The Securities and Futures Commission has been making enquiries after Friday's sharp fall in the low-priced shares, according to several anonymous brokers quoted by the South China Morning Post.
Penny shares plunged after the Hong Kong Stock Exchange announced plans to delist penny stock which trades below 50 Hong Kong cents for 30 days in a row.
"We will check if anyone has been trying to take advantage of the situation to manipulate the shares," according to a spokesman for the stock market watchdog quoted by the paper.
Target stocks
Penny stocks make up 386 of the 791 companies listed on the stock market.
About 229 of these shares fell on Friday, with about a tenth of them falling by more than 25%.
"One single penny stock had turnover of more than 50 million dollars and the rest had a combined trading volume of about 40 million dollars," the newspaper quoted a stock exchange source as saying.
"This showed there was a small amount of trading to manipulate a few penny stocks to create a panic."
Secret meeting
The South China Morning Post described a meeting of brokers who on Thursday night apparently agreed to start selling penny stocks in order to cause a panic sell-off by small investors.
The brokers had reportedly wanted to put a stop to a plan by the Hong Kong Stock Exchange to delist penny stocks that fall below 50 Hong Kong cents for 30 days in a row.
And if that had indeed been their intention, then it worked.
Over the weekend, the exchange withdrew its plan and said they would reconsider it before presenting a new one in October.
Shares in Hong Kong subsequently bounced back from Friday's falls.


Your task> With no line left out, restate the data word for word.
*** Opening Entries supplied ***
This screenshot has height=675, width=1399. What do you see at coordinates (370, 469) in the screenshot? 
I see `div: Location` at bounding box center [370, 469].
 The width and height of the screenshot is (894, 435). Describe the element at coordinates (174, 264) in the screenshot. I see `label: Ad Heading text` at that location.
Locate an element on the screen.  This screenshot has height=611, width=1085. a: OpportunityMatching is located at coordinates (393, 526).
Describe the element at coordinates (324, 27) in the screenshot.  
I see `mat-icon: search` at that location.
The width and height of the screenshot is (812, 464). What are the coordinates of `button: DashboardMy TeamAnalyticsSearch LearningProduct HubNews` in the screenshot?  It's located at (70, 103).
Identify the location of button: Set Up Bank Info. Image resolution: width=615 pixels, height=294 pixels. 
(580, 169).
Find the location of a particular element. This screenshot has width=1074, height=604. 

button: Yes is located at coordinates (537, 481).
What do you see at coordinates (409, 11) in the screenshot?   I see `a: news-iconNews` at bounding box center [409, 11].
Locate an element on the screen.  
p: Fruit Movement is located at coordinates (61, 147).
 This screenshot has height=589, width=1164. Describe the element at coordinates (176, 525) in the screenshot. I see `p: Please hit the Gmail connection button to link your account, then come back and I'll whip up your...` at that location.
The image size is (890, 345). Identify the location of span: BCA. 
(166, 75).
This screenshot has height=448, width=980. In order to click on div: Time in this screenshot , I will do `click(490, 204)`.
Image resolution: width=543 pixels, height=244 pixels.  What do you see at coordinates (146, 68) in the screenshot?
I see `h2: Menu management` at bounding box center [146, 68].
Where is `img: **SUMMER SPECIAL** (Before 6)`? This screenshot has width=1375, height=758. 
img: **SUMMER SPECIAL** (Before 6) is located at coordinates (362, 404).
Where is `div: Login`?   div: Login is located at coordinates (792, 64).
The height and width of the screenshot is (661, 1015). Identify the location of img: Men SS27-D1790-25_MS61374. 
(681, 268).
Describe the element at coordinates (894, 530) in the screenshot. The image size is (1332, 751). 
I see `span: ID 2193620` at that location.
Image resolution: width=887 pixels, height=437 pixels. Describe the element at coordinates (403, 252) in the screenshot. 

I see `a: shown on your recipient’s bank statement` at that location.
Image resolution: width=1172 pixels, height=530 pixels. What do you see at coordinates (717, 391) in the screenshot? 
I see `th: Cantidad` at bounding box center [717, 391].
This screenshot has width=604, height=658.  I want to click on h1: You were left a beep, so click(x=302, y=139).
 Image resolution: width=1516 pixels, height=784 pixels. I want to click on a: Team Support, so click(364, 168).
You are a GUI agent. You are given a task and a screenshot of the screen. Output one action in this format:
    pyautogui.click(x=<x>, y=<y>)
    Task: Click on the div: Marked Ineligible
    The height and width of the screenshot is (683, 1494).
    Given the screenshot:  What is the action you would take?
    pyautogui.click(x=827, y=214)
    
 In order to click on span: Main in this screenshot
*** Closing Entries supplied ***
Expected output>
This screenshot has height=675, width=1399. What do you see at coordinates (370, 469) in the screenshot? 
I see `div: Location` at bounding box center [370, 469].
 The width and height of the screenshot is (894, 435). Describe the element at coordinates (174, 264) in the screenshot. I see `label: Ad Heading text` at that location.
Locate an element on the screen.  This screenshot has height=611, width=1085. a: OpportunityMatching is located at coordinates (393, 526).
Describe the element at coordinates (324, 27) in the screenshot.  
I see `mat-icon: search` at that location.
The width and height of the screenshot is (812, 464). What are the coordinates of `button: DashboardMy TeamAnalyticsSearch LearningProduct HubNews` in the screenshot?  It's located at (70, 103).
Identify the location of button: Set Up Bank Info. Image resolution: width=615 pixels, height=294 pixels. 
(580, 169).
Find the location of a particular element. This screenshot has width=1074, height=604. 

button: Yes is located at coordinates (537, 481).
What do you see at coordinates (409, 11) in the screenshot?   I see `a: news-iconNews` at bounding box center [409, 11].
Locate an element on the screen.  
p: Fruit Movement is located at coordinates (61, 147).
 This screenshot has height=589, width=1164. Describe the element at coordinates (176, 525) in the screenshot. I see `p: Please hit the Gmail connection button to link your account, then come back and I'll whip up your...` at that location.
The image size is (890, 345). Identify the location of span: BCA. 
(166, 75).
This screenshot has height=448, width=980. In order to click on div: Time in this screenshot , I will do `click(490, 204)`.
Image resolution: width=543 pixels, height=244 pixels.  What do you see at coordinates (146, 68) in the screenshot?
I see `h2: Menu management` at bounding box center [146, 68].
Where is `img: **SUMMER SPECIAL** (Before 6)`? This screenshot has width=1375, height=758. 
img: **SUMMER SPECIAL** (Before 6) is located at coordinates (362, 404).
Where is `div: Login`?   div: Login is located at coordinates (792, 64).
The height and width of the screenshot is (661, 1015). Identify the location of img: Men SS27-D1790-25_MS61374. 
(681, 268).
Describe the element at coordinates (894, 530) in the screenshot. The image size is (1332, 751). 
I see `span: ID 2193620` at that location.
Image resolution: width=887 pixels, height=437 pixels. Describe the element at coordinates (403, 252) in the screenshot. 

I see `a: shown on your recipient’s bank statement` at that location.
Image resolution: width=1172 pixels, height=530 pixels. What do you see at coordinates (717, 391) in the screenshot? 
I see `th: Cantidad` at bounding box center [717, 391].
This screenshot has width=604, height=658.  I want to click on h1: You were left a beep, so click(x=302, y=139).
 Image resolution: width=1516 pixels, height=784 pixels. I want to click on a: Team Support, so click(364, 168).
You are a GUI agent. You are given a task and a screenshot of the screen. Output one action in this format:
    pyautogui.click(x=<x>, y=<y>)
    Task: Click on the div: Marked Ineligible
    The height and width of the screenshot is (683, 1494).
    Given the screenshot:  What is the action you would take?
    pyautogui.click(x=827, y=214)
    
 In order to click on span: Main in this screenshot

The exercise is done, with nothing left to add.